A lonely little village like Trollsvik could expect no mercy from a shipful of Viking raiders if they took the place by surprise. The best thing was to meet them with a show of force. Peer turned without argument. Then he saw a scatter of people hurrying over the dunes. “Look, Harald’s raised the alarm already. Here he comes, with Snorri and Einar…”
“Hey, Harald!” Bjørn bawled at the top of his voice. “Whose ship is that?”
A bandy-legged man with straggling grey hair raised an arm in reply as he puffed across the shingle and climbed painfully on to the jetty. “No idea,” he wheezed, bending double to catch his breath. “I was cleaning my nets—looked up and saw it. Shouted at you and ran for the others.You don’t know it, either?”
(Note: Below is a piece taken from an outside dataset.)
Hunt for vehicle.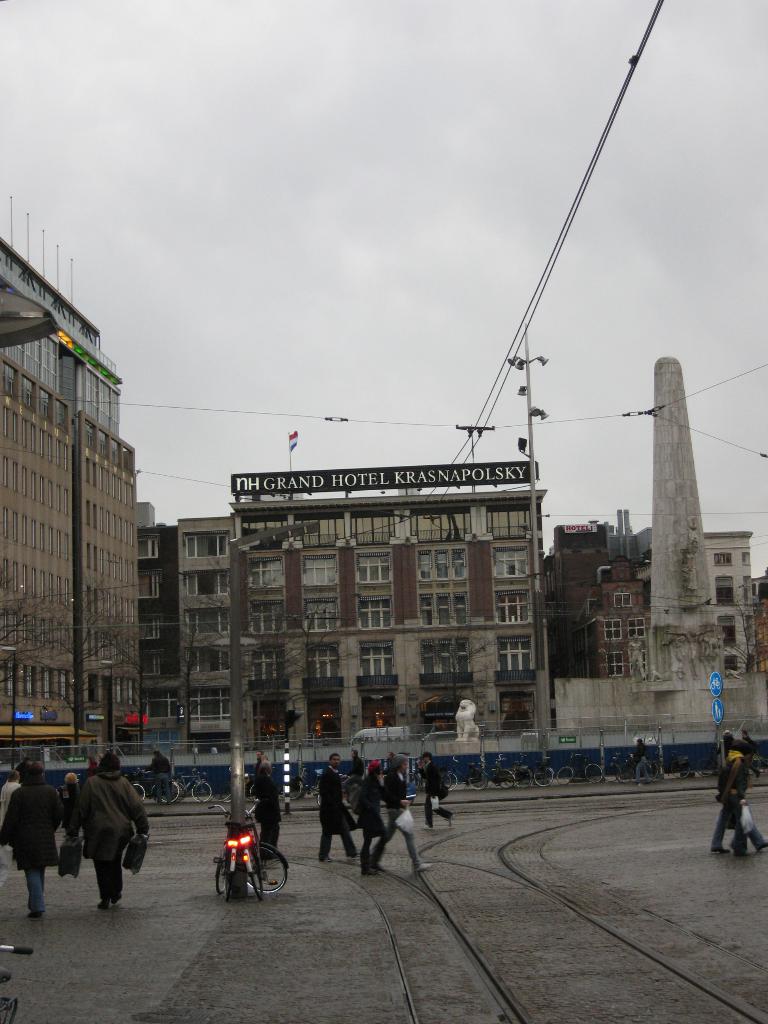
Hunted down at x1=420 y1=730 x2=455 y2=742.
“Not me,” said Bjørn. Peer looked at the ship—already much closer—then back at the little crowd. Most of the men had snatched up some kind of weapon. Snorri One-Eye carried a pitchfork, and old Thorkell came hobbling along with a hoe, using the handle as a walking stick. Einar had a harpoon. Snorri’s fierce, grey-haired wife Gerd came limping after him over the stones, clutching a wicked-looking knife. Even Einar’s two little boys had begun piling up big round stones to throw at the visitors. Peer wondered if he should join them.Then he realised he was holding a weapon already. His hammer.
He hefted it. It was long-handled and heavy. The dull iron head had one flat end for banging big nails in. The other end tapered to a sharp wedge. When he swung it, it seemed to pull his hand after it. As if it wanted to strike.
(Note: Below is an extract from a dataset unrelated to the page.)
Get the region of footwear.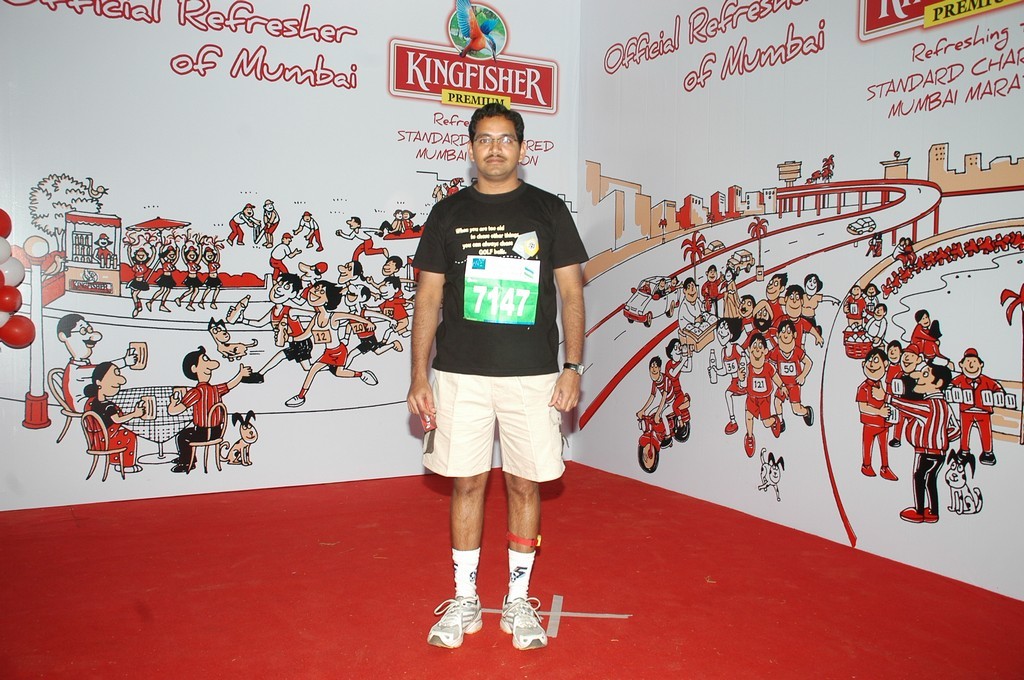
crop(225, 237, 235, 245).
Could I really hit anyone with this? He imagined it smashing into someone’s head, and sucked a wincing breath.
The neighbours were arguing. “No need to fear!” yelled Gerd, lowering her knife. “See the dragonhead? That’s Thorolf’s ship, that is, the old Long Serpent that Ralf Eiriksson sailed on.”
“It never is!” Snorri turned on his wife. “Thorolf’s been gone two years now, went off to Vinland.”
“So what?” Gerd was undaunted. “He can come back, can’t he?”
“Fool of a woman,” Snorri shouted. “That’s not his ship, I say!”
“How d’you know?” Gerd shrilled.
“Because this one’s as broad in the beam as you are, that’s why—the Long Serpent was narrower…”
“That isn’t the Long Serpent, ” said Peer. “I should know. My father helped to build her.”
“This ship looks like a trader,” Einar said. “Built for cargo, not war.”
“That’s all very well, Einar. Plenty of traders turn into raiders when it suits them—doesn’t mean her crew won’t fight.”
“What do you think, Bjørn?” asked Peer in a low voice.
Bjørn gave him an odd glance, half-humorous, half-sympathetic. “I don’t know, Peer. Let’s just put on a good show and hope they’re friendly.”
Peer stood unhappily clutching his hammer. The ship was so close now that he could see the sea-stains on the ochre-red sail. The hull was painted in faded red and black stripes. A man stood in the bows, just behind the upward swoop of its tall dragon-neck.